Nothing good happens after midnight. 7a.m. is after midnight. In fact, it’s seven hours afterwards, and let me tell you, seven hours makes a hell of a difference, especially if you’re planning on operating heavy machinery for summer basketball weight training. They really should come up with a better system for racking weights, as if some of them aren’t heavy enough already; they shouldn’t let gravity have its way with them like it did with King Kong in New York City. It didn’t work out so well for the big fella.
Shrugs are meant to work the trapezius, but it is known to a weight lifter that they also test grip strength. If you can’t hold on to the iron dumbbells, how are you supposed to practice dumbfounded body language with your shoulders? You can’t shrug your shoulders without a sturdy clench, some sense of utter confusion like a third grader watching Jeopardy, or both in my case. I was stupefied, in a way, while attempting to re-rack 65lb dumbbells on the peculiarly designed weight racks. Both of the dumbbells combined fell short by 5lbs of my total hulking body weight of 135lbs, so it’s no surprise really as to why my finger exploded.
They were slanted at an angle with two metal rungs sticking out for the weights’ hexagonal ends to rest on. The rungs were meant to keep the weights from sliding off, like an engaged parking brake on a hill. My right arm successfully placed the weight down, but the left one—you remember how I told you grip strength is key for shrugs—didn’t take heed of the possible ramifications of not quite engaging the weight-rack’s parking brake mechanism and placed the top of the weight on the rung instead of beyond it.
Hold it right there.

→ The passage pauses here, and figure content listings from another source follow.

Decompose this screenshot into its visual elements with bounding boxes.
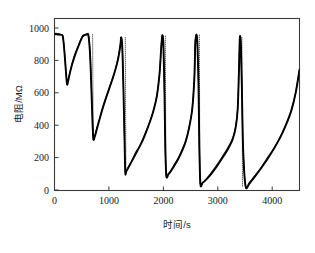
- y-tick-label-1000: 1000: [29, 23, 49, 34]
- x-tick-label-0: 0: [52, 195, 57, 206]
- chart-figure: 0 200 400 600 800 1000 0 1000 2000 3000 …: [0, 0, 315, 253]
- x-tick-label-4000: 4000: [262, 195, 282, 206]
- y-tick-label-200: 200: [34, 152, 49, 163]
- y-tick-label-0: 0: [44, 185, 49, 196]
- y-tick-label-600: 600: [34, 87, 49, 98]
- x-tick-label-2000: 2000: [153, 195, 173, 206]
- x-axis-title: 时间/s: [163, 219, 191, 230]
- y-axis-title: 电阻/MΩ: [13, 85, 24, 123]
- x-tick-label-3000: 3000: [208, 195, 228, 206]
- x-tick-label-1000: 1000: [99, 195, 119, 206]
- y-tick-label-400: 400: [34, 120, 49, 131]
- resistance-time-line-chart: 0 200 400 600 800 1000 0 1000 2000 3000 …: [0, 0, 315, 253]
- y-tick-label-800: 800: [34, 55, 49, 66]
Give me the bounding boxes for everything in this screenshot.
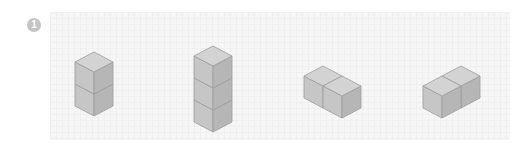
figure-3-horizontal-right-down	[304, 66, 361, 118]
figure-1-two-stack	[75, 52, 113, 116]
figure-4-horizontal-right-up	[423, 66, 480, 118]
cube-figures: .t { fill: #d3d3d3; stroke: #9c9c9c; str…	[0, 0, 520, 151]
figure-2-three-stack	[194, 46, 232, 132]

Freeze frame. There I was, facing a long row of dumbbells, steadily increasing in weight and size to my left, looking at myself in the mirror that makes up the entire back wall of the gym for the first time that morning—seeing how tired I really was according to the swollen crescent moons below my eyes—and awkwardly standing off balance with my left hand resting the 65lb dumbbell on the precipice of eventual freefall. Only my hand stood in the way of its plunge into the abyss of the black rubber floor beneath. I was standing on my tip-toes, as if those two inches would help lift the weight past the point of no return, and upon the realization of the severity of the situation, I was not unlike Wile Coyote suspended over a desert cliff’s edge, knowing what would happen, yet somehow defying the inevitable for a brief moment of accelerated awareness.

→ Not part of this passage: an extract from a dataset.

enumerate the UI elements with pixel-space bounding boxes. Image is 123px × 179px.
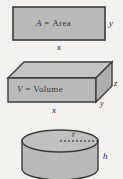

Now, before continuing, a brief lesson in physics is necessary to really understand what happened next. You know how the apple fell on Newton’s head and therein laid the cause of gravity’s discovery? Well, gravity doesn’t just cause things to fall; it causes things to fall and smash. So when the weight slid as I released my Vulcan grip, I instinctively thrust my hand back towards the weight’s handle to stop it. I don’t really believe I’m plugged into the Matrix, at least I don’t really remember having a metal rod plunged into the back of my head causing me to wake in the realm of the blue pill, but I think I may still have believed in the whole “being able to dodge bullets” thing when I made that thrust with my left hand. Needless to say, the weight laughed (I heard it) at my efforts and crushed my finger up against the rung that was supposed to be holding the damn thing on the rack. If anything, I reacted with superhuman speed to permit the weight to crush my finger, though that was obviously not my intention, should you doubt me. I shook my finger after the collision like one typically does after slamming a thumb in a car door, and my teammate horrifically said, “Dom, Dom.” Okay, him saying “Dom, Dom” was not all that horrific, but the way the warm red blood glistened off of his arms and face did work to accentuate the terror-stricken tone of the statement. Following his gaze, I saw a pulsating squirt of blood come out of my finger and splash onto the floor like a child pressing a water fountain’s button over, and over, and over again to find that, yes, water comes out whenever you press the button. Except in my case, the button was my heart, and if that button stops, you stop.
So there I stood, with hot red honey surging out of my birdie finger’s tip with each successive heartbeat (which may have been synced to the beat of Eminem on the iPod I was listening to, but I’m not certain enough of this to declare it as coincidental fact), thinking, wow, this doesn’t hurt as much as it should. Instead of shrieking in panicked trepidation, I merely looked at it in wide-eyed amazement like a five year old daredevil looking up at a roller coaster he is too short to ride. I knew the injury was serious, of course, but the strange correlation between the gruesome appearance of my finger and the miniscule pain experienced shrouded the severity of the injury like a veil on a burn victim. The orthopedic surgeon would say later that morning that it didn’t hurt much because the tip of my median nerve was severed, and irreparably so. To this day I feel nothing in the tip of that finger.
So while my fingertip is decrepit, Newton’s head went on to concoct calculus faster than the average college student learns it and to invent equations pertaining to the cause of both our injuries. I suppose it was only fitting that Einstein turned the world of physics on its head when he disproved much of Newton’s findings. Whether his theoretical error was because of the apple trauma is another matter entirely—I’m no neurosurgeon or any kind of an expert in fruit-induced intraparenchymal hemorrhaging. But is it a coincidence? Who knows how high that apple fell from—I’ve heard a penny falling off the Empire State Building will travel straight through a grown man’s skull like a scalpel through fatty tissue. I’m just saying.
I would also find out later that blood was actually found on the roof of the gym—nearly 15 feet high at this particular establishment—and a HAZMAT crew had to come in to clean up the mess. My finger was broken, but the weight was not. That’s why I’m telling you this story. You see, the apple fell on Newton’s head, and he probably thought, “Oh, a delicious snack from above,” but if a 65lb dumbbell had fallen on his head, he would not have said much (maybe an indiscernible grunt) and our history of physics would probably not include his adventures under apple trees. So the next time you decide to pick something up that requires more than your natural means, remember my finger, envision red-spewing drinking fountains with the spigot as one of your digits, know that gravity is not your friend but your enemy, and be aware that the rack design is its evil accomplice.
Oh, and that nothing good happens after midnight.